‘H Two O’ to ‘O Two H’

Author(s):  
Peter Wothers

It was not until the late eighteenth century—over a hundred years after the discovery of phosphorus—that it was appreciated that both phosphorus and sulfur were actually elements. Prior to this time, it was thought that all matter was made up of four so-called elements: earth, air, fire, and water. The realization that this was not so centred on understanding that the air is actually composed of a number of different gases, and in particular, understanding what happens when things burn. The discovery that water could be broken down into, or indeed synthesized from, two simpler elementary substances started a chemical revolution in France. The fruits of this revolution are embodied in the very names we now use for these two components, hydrogen and oxygen. However, the path to enlightenment was tortuous, lasting over 200 years. At its peak at the end of the eighteenth century, chemists fell into two distinct camps—those for the new French chemistry, and those against it. Several different names were given to the gases before ‘hydrogen’ and ‘oxygen’ triumphed. As it turns out, one of these names is still based on an incorrect theory, and it might have been more appropriate if the names hydrogen and oxygen had been swapped around. From the sixth century BC, the ancient Greek philosopher Thales taught that water was the primary matter from which all other substances were formed. Perhaps this idea came from water’s ready ability to form solid ice, ‘earth’, or vapours and mists, ‘airs’. Other philosophers thought the primary substance was air; others still, fire. It was less common for earth to be thought of in this way, possibly, as Aristotle later wrote, because it was too coarse-grained to make up these fluids. In the fifth century BC Empedokles brought the four ‘elements’ together—earth, air, fire, and water—and for many centuries it was thought that these made up everything around us.

Author(s):  
Will Smiley

This chapter explores captives’ fates after their capture, all along the Ottoman land and maritime frontiers, arguing that this was largely determined by individuals’ value for ransom or sale. First this was a matter of localized customary law; then it became a matter of inter-imperial rules, the “Law of Ransom.” The chapter discusses the nature of slavery in the Ottoman Empire, emphasizing the role of elite households, and the varying prices for captives based on their individual characteristics. It shows that the Ottoman state participated in ransoming, buying, exploiting, and sometimes selling both female and male captives. The state particularly needed young men to row on its galleys, but this changed in the late eighteenth century as the fleet moved from oars to sails. The chapter then turns to ransom, showing that a captive’s ability to be ransomed, and value, depended on a variety of individualized factors.


Author(s):  
Ina Ferris

This chapter looks at historical romance. Late eighteenth-century historiography began to expand its purview to unofficial spheres of social, cultural, and private life typically cultivated by informal genres such as memoirs, biographies, and novels. The ‘matter’ of history was being increasingly redefined, and this had two key effects that bear on the question of historical romance. First, the ‘reframing’ of the historical field generated a marked reciprocity among the different historical genres in the literary field, as they borrowed material and tactics from one another; second, it led to a splintering albeit not displacement of ‘general’ history, as new branches of history writing took shape, notably that of literary history as a distinct form of history. Hence romance now denoted not only the realm of ‘fancy’ but a superseded literary form of renewed interest in the rethinking of the national past.


Author(s):  
Michel Noiray

This chapter explains how a uniquely long-lived canon evolved in revivals of operas by Jean-Baptiste Lully and his immediate successors—chiefly André Campra and André-Cardinal Destouches—right up to the early 1770s. The Académie Royale de Musique was unique as the only theater to resist Italian repertory, except in two brief controversial periods. A dogmatic commitment to the old style and repertory survived after Lully’s death, quite separate from the operas of Jean-Philippe Rameau. Opposition to this unique practice broke out occasionally among the public, but such opinion was not widely supported in the press. It is striking that the main critics of ancienne musique, as it was called—Rousseau, Paul Henri d’Holbach, and Friedrich Melchior von Grimm—all came from outside France. This chapter is paired with Franco Piperno’s “Italian opera and the concept of ‘canon’ in the late eighteenth century.”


◆ **What you need to do**: Copy each line of the records that contains the word "components".

◆ **Extracted material**:

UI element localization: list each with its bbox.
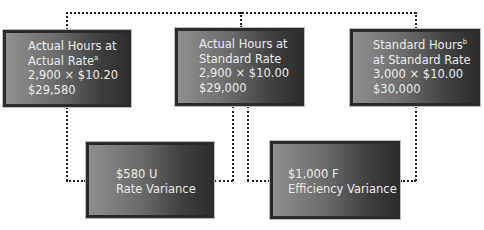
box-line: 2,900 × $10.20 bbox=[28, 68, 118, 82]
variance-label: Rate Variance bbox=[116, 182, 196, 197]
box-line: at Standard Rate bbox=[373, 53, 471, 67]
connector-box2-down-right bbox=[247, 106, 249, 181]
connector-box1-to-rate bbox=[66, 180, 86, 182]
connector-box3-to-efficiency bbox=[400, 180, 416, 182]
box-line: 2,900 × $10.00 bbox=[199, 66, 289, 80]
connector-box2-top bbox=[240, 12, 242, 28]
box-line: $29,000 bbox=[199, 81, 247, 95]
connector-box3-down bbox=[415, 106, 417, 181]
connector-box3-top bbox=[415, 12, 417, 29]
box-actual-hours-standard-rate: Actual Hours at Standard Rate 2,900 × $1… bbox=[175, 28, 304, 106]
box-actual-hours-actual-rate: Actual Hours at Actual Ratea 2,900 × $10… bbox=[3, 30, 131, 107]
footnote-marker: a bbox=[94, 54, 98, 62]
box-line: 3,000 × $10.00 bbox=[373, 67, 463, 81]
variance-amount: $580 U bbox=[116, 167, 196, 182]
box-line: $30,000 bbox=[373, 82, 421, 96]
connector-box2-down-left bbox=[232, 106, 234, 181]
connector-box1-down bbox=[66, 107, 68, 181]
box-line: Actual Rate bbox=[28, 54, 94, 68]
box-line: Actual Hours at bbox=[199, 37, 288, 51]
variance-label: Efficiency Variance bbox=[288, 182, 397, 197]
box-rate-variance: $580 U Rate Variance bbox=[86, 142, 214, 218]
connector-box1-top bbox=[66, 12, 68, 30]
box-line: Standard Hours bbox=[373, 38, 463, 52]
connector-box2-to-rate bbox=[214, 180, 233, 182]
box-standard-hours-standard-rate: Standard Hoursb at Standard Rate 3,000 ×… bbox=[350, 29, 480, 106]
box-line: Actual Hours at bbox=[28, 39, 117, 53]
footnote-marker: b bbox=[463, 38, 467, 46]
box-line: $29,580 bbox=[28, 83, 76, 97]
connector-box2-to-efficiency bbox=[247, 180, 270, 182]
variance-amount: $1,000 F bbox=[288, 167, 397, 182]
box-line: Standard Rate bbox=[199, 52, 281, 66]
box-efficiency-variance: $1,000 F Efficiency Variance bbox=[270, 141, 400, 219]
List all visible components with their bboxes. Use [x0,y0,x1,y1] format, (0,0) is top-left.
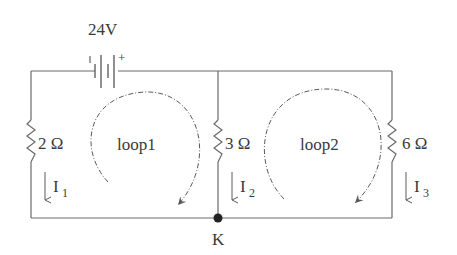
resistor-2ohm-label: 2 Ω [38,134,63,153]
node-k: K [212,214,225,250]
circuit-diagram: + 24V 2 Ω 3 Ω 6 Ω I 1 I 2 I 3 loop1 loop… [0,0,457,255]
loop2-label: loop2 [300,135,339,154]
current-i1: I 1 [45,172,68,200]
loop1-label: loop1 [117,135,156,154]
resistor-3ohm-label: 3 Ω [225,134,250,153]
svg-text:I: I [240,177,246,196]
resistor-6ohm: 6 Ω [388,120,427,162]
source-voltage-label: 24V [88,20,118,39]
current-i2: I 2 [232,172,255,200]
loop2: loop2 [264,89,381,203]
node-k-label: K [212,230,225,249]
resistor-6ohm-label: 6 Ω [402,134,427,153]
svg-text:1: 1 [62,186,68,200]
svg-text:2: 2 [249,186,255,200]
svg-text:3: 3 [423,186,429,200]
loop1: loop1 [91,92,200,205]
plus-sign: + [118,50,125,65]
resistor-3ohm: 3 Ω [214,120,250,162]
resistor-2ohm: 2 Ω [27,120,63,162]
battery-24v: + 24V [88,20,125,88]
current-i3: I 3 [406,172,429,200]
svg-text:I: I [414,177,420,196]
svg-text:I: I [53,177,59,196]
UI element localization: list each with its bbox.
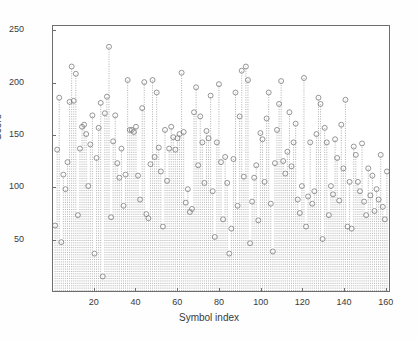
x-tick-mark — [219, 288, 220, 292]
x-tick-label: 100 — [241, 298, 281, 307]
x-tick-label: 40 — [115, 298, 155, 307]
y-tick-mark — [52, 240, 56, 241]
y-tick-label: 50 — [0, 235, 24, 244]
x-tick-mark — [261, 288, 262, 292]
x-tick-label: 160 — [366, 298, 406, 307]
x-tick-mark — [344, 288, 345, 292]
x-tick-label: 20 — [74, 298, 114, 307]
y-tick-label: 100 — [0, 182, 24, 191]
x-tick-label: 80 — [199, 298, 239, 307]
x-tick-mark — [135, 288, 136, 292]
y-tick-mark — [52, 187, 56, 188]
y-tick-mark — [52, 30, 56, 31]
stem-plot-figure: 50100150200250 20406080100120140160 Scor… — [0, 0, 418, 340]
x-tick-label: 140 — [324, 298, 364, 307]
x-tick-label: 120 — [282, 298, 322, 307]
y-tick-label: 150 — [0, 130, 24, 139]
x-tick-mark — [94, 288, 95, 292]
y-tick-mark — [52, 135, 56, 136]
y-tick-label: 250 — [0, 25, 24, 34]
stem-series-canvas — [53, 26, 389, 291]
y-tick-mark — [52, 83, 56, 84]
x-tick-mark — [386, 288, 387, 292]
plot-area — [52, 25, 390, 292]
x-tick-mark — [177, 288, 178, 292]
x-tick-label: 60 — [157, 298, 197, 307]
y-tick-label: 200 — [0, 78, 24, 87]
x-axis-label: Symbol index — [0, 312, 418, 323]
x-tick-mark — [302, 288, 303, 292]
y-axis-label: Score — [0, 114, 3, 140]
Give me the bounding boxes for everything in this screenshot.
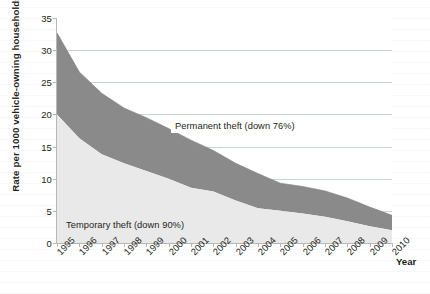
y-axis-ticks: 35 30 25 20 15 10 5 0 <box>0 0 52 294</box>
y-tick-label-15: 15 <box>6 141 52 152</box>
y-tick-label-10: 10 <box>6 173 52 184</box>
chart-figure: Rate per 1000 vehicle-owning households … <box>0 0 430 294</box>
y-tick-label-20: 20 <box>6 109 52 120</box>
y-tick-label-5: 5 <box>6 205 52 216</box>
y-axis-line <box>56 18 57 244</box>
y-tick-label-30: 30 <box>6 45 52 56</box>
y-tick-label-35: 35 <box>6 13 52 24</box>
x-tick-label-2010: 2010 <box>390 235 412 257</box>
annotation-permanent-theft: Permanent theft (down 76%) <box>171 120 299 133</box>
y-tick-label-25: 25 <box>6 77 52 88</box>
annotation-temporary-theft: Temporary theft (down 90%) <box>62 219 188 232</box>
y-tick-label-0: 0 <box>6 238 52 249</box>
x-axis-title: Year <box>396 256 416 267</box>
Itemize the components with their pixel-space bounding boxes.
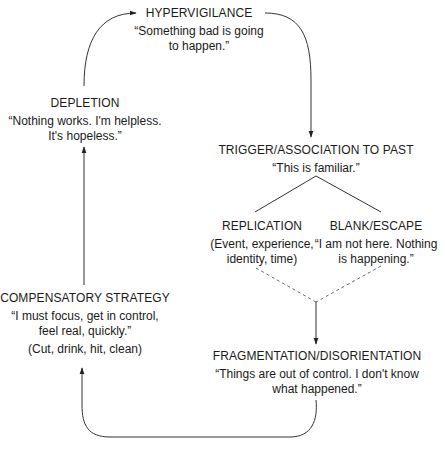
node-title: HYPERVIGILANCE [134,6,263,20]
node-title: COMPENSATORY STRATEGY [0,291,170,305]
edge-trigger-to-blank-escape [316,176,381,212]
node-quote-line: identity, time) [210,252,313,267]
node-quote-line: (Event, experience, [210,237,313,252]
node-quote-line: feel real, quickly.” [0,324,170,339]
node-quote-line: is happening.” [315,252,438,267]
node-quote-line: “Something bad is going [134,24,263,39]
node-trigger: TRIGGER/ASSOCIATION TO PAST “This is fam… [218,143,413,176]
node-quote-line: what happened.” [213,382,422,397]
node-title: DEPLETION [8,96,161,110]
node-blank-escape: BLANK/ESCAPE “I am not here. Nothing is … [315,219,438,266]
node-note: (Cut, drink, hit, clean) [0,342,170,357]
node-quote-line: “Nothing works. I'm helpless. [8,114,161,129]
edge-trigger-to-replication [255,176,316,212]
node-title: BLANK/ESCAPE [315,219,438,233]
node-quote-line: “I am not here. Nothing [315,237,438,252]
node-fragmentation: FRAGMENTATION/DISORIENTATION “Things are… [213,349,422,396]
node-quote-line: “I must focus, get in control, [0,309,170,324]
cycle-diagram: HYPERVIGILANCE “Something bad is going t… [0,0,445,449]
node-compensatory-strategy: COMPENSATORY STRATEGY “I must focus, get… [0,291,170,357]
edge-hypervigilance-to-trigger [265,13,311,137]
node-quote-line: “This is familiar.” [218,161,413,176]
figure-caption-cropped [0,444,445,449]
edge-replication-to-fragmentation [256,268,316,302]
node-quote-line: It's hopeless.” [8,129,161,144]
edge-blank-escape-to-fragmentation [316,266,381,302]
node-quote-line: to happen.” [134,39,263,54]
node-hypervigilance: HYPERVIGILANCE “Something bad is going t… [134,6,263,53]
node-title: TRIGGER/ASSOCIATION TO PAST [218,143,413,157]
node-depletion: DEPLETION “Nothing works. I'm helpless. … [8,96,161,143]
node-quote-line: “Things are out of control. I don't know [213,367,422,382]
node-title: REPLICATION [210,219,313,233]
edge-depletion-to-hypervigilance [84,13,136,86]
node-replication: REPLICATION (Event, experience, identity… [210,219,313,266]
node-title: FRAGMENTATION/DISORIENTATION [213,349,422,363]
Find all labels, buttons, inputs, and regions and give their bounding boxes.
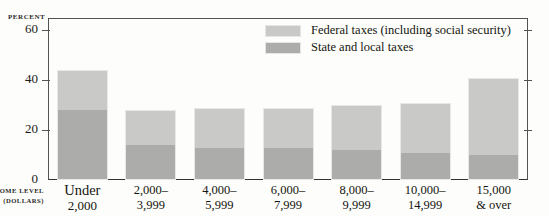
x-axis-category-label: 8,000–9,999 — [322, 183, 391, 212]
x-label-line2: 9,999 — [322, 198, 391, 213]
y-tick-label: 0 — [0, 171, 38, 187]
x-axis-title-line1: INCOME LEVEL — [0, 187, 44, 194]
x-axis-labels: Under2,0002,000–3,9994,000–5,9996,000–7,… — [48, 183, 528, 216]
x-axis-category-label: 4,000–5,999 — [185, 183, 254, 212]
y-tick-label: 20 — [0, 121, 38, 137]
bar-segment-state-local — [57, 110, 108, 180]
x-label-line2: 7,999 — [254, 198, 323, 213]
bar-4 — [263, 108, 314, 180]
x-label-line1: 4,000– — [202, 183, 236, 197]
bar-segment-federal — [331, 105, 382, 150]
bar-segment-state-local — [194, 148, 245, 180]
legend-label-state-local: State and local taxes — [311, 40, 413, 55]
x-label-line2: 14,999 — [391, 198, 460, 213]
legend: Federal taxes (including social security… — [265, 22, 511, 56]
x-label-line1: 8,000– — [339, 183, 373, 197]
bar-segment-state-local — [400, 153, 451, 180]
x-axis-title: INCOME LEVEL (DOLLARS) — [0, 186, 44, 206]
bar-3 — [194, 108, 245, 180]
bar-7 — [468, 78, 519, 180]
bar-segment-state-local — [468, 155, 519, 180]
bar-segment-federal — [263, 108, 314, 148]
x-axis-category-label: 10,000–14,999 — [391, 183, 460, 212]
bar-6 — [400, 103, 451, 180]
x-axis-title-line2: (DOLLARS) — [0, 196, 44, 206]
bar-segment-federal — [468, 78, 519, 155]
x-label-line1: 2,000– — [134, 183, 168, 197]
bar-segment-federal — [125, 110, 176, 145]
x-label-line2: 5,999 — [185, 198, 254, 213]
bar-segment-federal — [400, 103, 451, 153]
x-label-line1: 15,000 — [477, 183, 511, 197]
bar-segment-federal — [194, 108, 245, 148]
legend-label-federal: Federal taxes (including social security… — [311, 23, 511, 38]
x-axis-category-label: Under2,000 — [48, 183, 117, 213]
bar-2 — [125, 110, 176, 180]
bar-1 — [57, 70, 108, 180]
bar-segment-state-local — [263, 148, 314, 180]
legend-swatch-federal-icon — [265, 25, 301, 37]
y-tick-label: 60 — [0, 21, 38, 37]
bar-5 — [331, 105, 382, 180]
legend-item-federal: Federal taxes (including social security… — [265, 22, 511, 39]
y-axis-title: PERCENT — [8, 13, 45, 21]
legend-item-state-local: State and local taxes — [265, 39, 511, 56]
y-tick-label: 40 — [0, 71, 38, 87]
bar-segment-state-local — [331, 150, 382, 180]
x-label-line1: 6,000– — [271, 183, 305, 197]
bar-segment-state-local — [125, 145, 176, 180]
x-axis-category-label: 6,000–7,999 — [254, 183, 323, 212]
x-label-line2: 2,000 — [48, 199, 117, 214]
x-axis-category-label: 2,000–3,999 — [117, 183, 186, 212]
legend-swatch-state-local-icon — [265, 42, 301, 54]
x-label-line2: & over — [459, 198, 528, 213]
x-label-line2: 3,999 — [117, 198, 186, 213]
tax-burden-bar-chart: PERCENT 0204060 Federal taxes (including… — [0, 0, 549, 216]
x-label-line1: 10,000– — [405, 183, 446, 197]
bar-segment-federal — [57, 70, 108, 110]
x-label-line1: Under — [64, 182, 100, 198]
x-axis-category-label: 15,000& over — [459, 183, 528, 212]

◆ **Answer below**:
List all visible components with their bboxes. Use [x0,y0,x1,y1] format, (0,0) is top-left.
Itemize the components with their pixel-space bounding boxes.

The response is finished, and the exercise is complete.